Circle’s reference implementation (CCTPHookWrapper) runs hooks non-atomically: the hook executes after receiveMessage completes, so a hook failure does not roll back the mint. This is intentional. Without it, an attacker could submit with insufficient gas to burn the nonce while leaving the hook unexecuted. Custom hook contracts should account for this non-atomic execution model.

Security model and trust assumptions

Centralized attestation: Circle controls the attesters. MessageTransmitterV2 supports M-of-N multisig; the actual deployed signature threshold and attester count should be checked on the deployed contract or Circle’s official deployment docs. Regardless of threshold, Circle manages the attester set — the known trust tradeoff in exchange for no TVL lockbox.

Replay protection: usedNonces[nonce] on each destination chain prevents double-minting. In V2, the nonce is a bytes32 value filled in by Circle’s attestation service, not a sequential counter.

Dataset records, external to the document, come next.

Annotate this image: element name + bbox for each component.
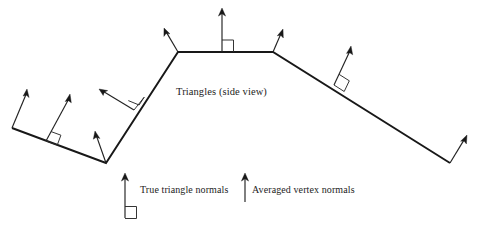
face-normal-1 — [46, 94, 71, 145]
vertex-normal-3-shaft — [166, 32, 178, 52]
vertex-normal-1-shaft — [12, 94, 26, 128]
legend-true-normals-icon-group — [121, 173, 136, 219]
triangles-side-view-polyline — [12, 52, 450, 163]
legend-averaged-normals-icon-group — [241, 173, 248, 202]
normals-diagram — [0, 0, 479, 236]
face-normal-2 — [99, 89, 144, 110]
face-normals-group — [46, 8, 353, 145]
label-triangles-side-view: Triangles (side view) — [176, 86, 267, 97]
face-normal-1-shaft — [46, 99, 69, 141]
vertex-normal-3-arrowhead — [164, 28, 170, 36]
legend-label-true-triangle-normals: True triangle normals — [140, 184, 228, 195]
vertex-normal-4-shaft — [273, 34, 281, 52]
vertex-normal-5-arrowhead — [461, 135, 467, 144]
vertex-normal-3 — [164, 28, 178, 52]
legend-markers-group — [121, 173, 248, 219]
face-normal-4-right-angle-icon — [334, 74, 349, 91]
vertex-normal-4 — [273, 29, 283, 52]
face-normal-3-right-angle-icon — [222, 40, 234, 52]
figure-root: Triangles (side view) True triangle norm… — [0, 0, 479, 236]
face-normal-4 — [334, 46, 353, 92]
face-normal-2-arrowhead — [99, 89, 108, 96]
vertex-normal-1-arrowhead — [23, 89, 29, 98]
vertex-normal-1 — [12, 89, 29, 128]
legend-label-averaged-vertex-normals: Averaged vertex normals — [252, 184, 355, 195]
face-normal-3 — [218, 8, 233, 52]
vertex-normal-5 — [450, 135, 467, 163]
legend-true-normal-right-angle-icon — [125, 207, 137, 219]
vertex-normal-2-shaft — [97, 136, 106, 163]
face-normal-4-arrowhead — [347, 46, 353, 55]
vertex-normal-5-shaft — [450, 140, 464, 163]
face-normal-1-arrowhead — [65, 94, 71, 103]
triangles-side-view-polyline-group — [12, 52, 450, 163]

Burn limits: burnLimitsPerMessage[token] caps the amount in a single transaction. This limits the blast radius of an attack but does not prevent one.

Upgradeable proxies: TokenMessengerV2 and MessageTransmitterV2 are deployed behind upgradeable proxies. Circle can update the logic. Check whether a timelock is in place on the proxy admin. The deployed contract addresses page is the starting point for that investigation.

Off-chain dependency: if iris-api.circle.com is unavailable, in-flight transfers stall after the burn. The USDC is already destroyed on the source chain and cannot be recovered without a valid attestation. Circle can re-issue attestations when the service recovers, but there is no on-chain escape path.

Integration checklist

Running through this before shipping saves pain:

  1. Get addresses from the official docs: Circle’s smart contract address page. Don’t hardcode; manage them in config.

  2. Approve before burning: USDC.approve(tokenMessengerV2, amount) in the same transaction or just before.

  3. Encode mintRecipient correctly: convert an EVM address with bytes32(uint256(uint160(addr))) in Solidity. Non-EVM chains have their own encoding rules.

  4. Store the full message bytes: from the MessageSent event. This exact byte sequence is what receiveMessage takes.

  5. Poll until complete: the Iris API returns pending while waiting for finality. Don’t submit to the destination with a pending attestation.

  6. Account for hook gas: if using hookData, the destination transaction includes the hook contract execution. Estimate gas accordingly.

  7. Handle the destinationCaller restriction: if you set a non-zero destinationCaller, only that address can complete the transfer. Make sure your relaying infrastructure controls that address.

  8. Check burn limits before large transfers: amounts above burnLimitsPerMessage revert. Split large transfers across multiple transactions.